Downtown he saw streetlights to rival those in Chicago, saw sparkling black buggies and surreys, and women in picture hats and wide evening smiles. Shop windows were filled with all the latest items. When he saw the jeweler’s he thought of Beth. How she loved to look at jewelry.
On the corner of a dark street he found a hotel named the Breds-ford Arms. It was new and had three floors; quick white boys carried your bags and made irritating small talk as they preceded you up to your room.
His boy, who was maybe eighteen, kept looking at him all the way up the stairs to the second floor. Finally, he said, “Excuse me, mister, but you sure do look familiar.”
“I do, huh?”
“Yessir.” The boy, obviously observant, took note of Rittenauer’s gaze. “I hope I’m not making you mad, sir.”
“No, son, you’re not. But if you don’t turn around and watch where you’re going, you’re going to trip on one of those stairs and break your goddamned neck.”
The boy grinned. “Yessir.”
They reached the second floor. The narrow hallway smelled of shaving soap and cigar smoke and, more faintly, of sweet perfume.
The bed was soft but not too soft and the window overlooking the street below was small but not too small. How Rittenauer loved to look out windows.
The boy set Rittenauer’s leather bag down on the bed and said, “Ben Rittenauer.”
Rittenauer sighed. “Do you win some sort of prize now?”
“Sir?”
“For guessing my name right.”
The boy’s face got red. “I didn’t mean to make you mad, sir.”

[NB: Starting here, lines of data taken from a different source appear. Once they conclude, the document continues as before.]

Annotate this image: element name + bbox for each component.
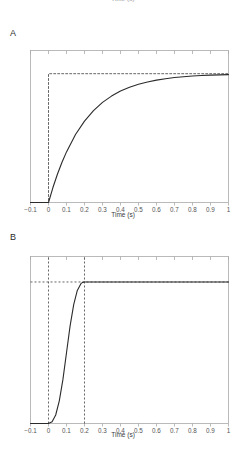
figure-root: Time (s) A −0.100.10.20.30.40.50.60.70.8… [0, 0, 246, 450]
panel-a: A −0.100.10.20.30.40.50.60.70.80.91 Time… [0, 0, 246, 225]
panel-b-svg: −0.100.10.20.30.40.50.60.70.80.91 [0, 225, 246, 450]
series-step-input [31, 74, 229, 203]
panel-b-xlabel: Time (s) [0, 431, 246, 438]
panel-b: B −0.100.10.20.30.40.50.60.70.80.91 Time… [0, 225, 246, 450]
panel-a-svg: −0.100.10.20.30.40.50.60.70.80.91 [0, 0, 246, 225]
series-sigmoid-response [31, 282, 229, 424]
series-first-order-response [31, 75, 229, 203]
panel-a-plot: −0.100.10.20.30.40.50.60.70.80.91 [0, 0, 246, 225]
panel-a-xlabel: Time (s) [0, 211, 246, 218]
panel-b-plot: −0.100.10.20.30.40.50.60.70.80.91 [0, 225, 246, 450]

Rittenauer sighed again shaking his head, and went over to the window. He stared down at the street. “Do whatever you do, kid, and then get the hell out of here.”
“Yessir.”
Rittenauer had shot three men in fair fights before he was thirty-two years old. This had made him, in a small part of the country, a “personage,” as journalists liked to say. But Rittenauer was tired of being a personage and tired of all the goddamn kids like this one who were stupid enough to believe that Rittenauer was somebody special.
All he wanted was Beth back, and to take care of Frank Evans.
“I didn’t mean anything by that, sir.”
“I know, son. I shouldn’t have snapped at you like that.” He turned around and flipped the kid a shiny quarter. “Where can you get a good meal in this town?”
“The Ames House. Real good chops and steaks.”
“Fine. Thank you.”
“You be needing anything else, sir?”
“No. Nothing.”
The kid paused. “You ever give autographs, Mr. Rittenauer?”
“No, son, I don’t.”
“Oh.” The kid looked even younger and dumber, in his band-leader jacket and his vastly disappointed small-town frown. “I see.”
Rittenauer turned back to the window.
The kid left.
* * *
Sometimes he imagined he could hear the ghosts of the room. All the traveling salesmen, all the happy and unhappy married couples, all the lonely young men and lonely young women. He could hear prayers and curses and laughter and tears, all in the pretty papered walls of this room.
He lay on the bed now, resting from the train journey, wondering just how many such rooms he’d been in since Beth had left him a year ago?
Ben Rittenauer had looked for her everywhere. He took every tip, every suggestion, every “logical deduction,” and followed it down.
And always it led him to a room like this, where he would lay on the bed and hear vague voices rumbling in the rooms on either side of him, and where he could hear the ghosts of roomers past on the dusty air.
Finally, he slept. Not long or well but enough to make him feel a little better when he woke up.
He stripped down to his pants and then took the wash bowl on the bureau and carried it down to the bathroom to get fresh water. He brought it back, shaved and washed under his arms, and put on some of the stuff Beth had bought him. He slapped it on; it stung and felt good at the same time. And certainly it smelled good.
He went over to the bed and put on his shirt and his gun and his jacket. And then he went out into the waiting night.